Postia astringent (Postia stiptica)
- Division: Basidiomycota (Basidiomycetes)
- Subdivision: Agaricomycotina (Agaricomycetes)
- Class: Agaricomycetes (Agaricomycetes)
- Subclass: Incertae sedis (of uncertain position)
- Order: Polyporales (Polypore)
- Family: Fomitopsidaceae (Fomitopsis)
- Genus: Postia (Postiya)
- Type: Postia stiptica (Astringent Postia)
- Oligoporus astringent
- Oligoporus stipticus
- Polyporus stipticus
- Leptoporus stipticus
- Spongiporus stipticus
- Oligoporus stipticus
- Spongiporus stipticus
- Tyromyces stipticus
- Polyporus stipticus
- Leptoporus stipticus
Author of the photo: Natalia Demchenko
Postia astringent is a very unpretentious tinder fungus. It is found everywhere, attracting attention with the white color of the fruiting bodies.
Also, this mushroom has a very interesting feature – young bodies often guttate, releasing drops of a special liquid (as if the mushroom is “crying”).
Postia astringent (Postia stiptica) – an annual tinder fungus, has medium-sized fruiting bodies (although individual specimens can be quite large).
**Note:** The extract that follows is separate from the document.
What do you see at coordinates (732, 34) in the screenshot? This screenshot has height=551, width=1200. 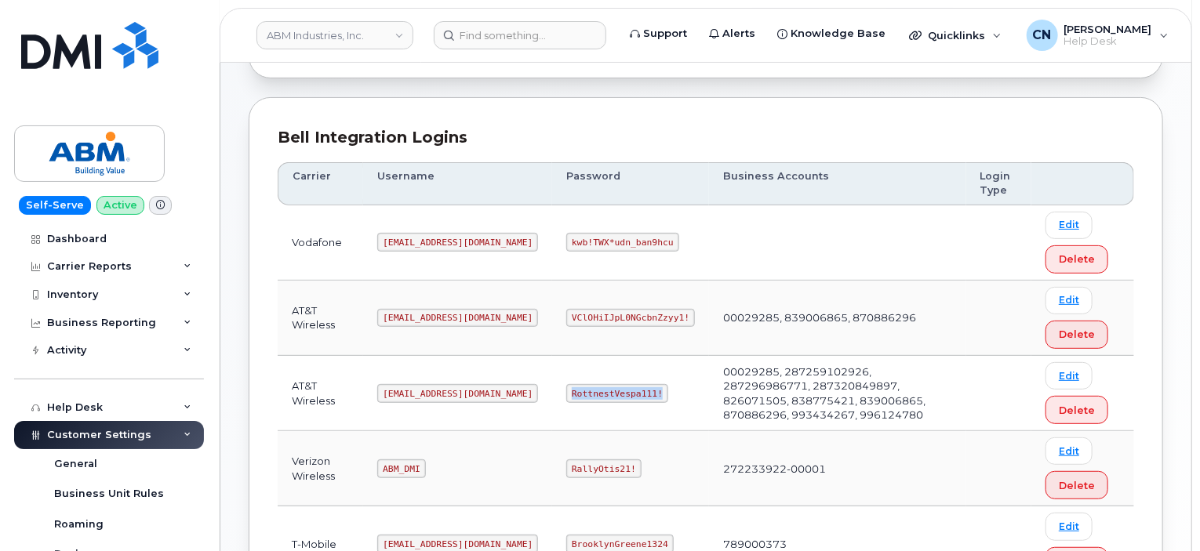 I see `a: Alerts` at bounding box center [732, 34].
The shape of the bodies is different: kidney-shaped, semicircular, triangular, shell-shaped.
Color – milky white, creamy, bright. The edges of the caps are sharp, less often blunt. Mushrooms can grow singly, as well as in groups, merging with each other.
The pulp is very juicy and fleshy. The taste is very bitter. The thickness of the caps can reach 3-4 centimeters, depending on the growing conditions of the fungus. The surface of the bodies is bare, and also with slight pubescence. In mature mushrooms, tubercles, wrinkles, and roughness appear on the hat. The hymenophore is tubular (like most tinder fungi), the color is white, maybe with a slight yellowish tint.
Astringent postia (Postia stiptica) is a mushroom that is unpretentious to the conditions of its habitat. Most often it grows on the wood of coniferous trees. Rarely, but still you can find fasting astringent on hardwood trees. Active fruiting of mushrooms of this genus occurs from mid-summer to the very end of autumn. It is very easy to identify this type of mushroom, because the fruiting bodies of the astringent postia are very large and taste bitter.
Postia viscous bears fruit from July to October inclusive, on stumps and dead trunks of coniferous trees, in particular, pines, spruces, fir. Sometimes this type of mushroom can also be seen on the wood of deciduous trees (oaks, beeches).
Astringent postia (Postia stiptica) is one of the little-studied mushrooms, and many experienced mushroom pickers consider it inedible due to the viscous and bitter taste of the pulp.
The main species, similar to the astringent postia, is the inedible poisonous mushroom Aurantioporus fissured. The latter, however, has a milder taste, and grows mainly on the wood of deciduous trees. Mostly fissured aurantioporus can be seen on the trunks of aspens or apple trees. Outwardly, the described type of fungi is similar to other fruiting bodies from the genus Tiromyces or Postia. But in other varieties of mushrooms, the taste is not as viscous and rancid as that of Postia Astringent (Postia stiptica).
On the fruiting bodies of the astringent postia, droplets of transparent moisture often appear, sometimes having a whitish color. This process is called gutting, and occurs mainly in young fruiting bodies.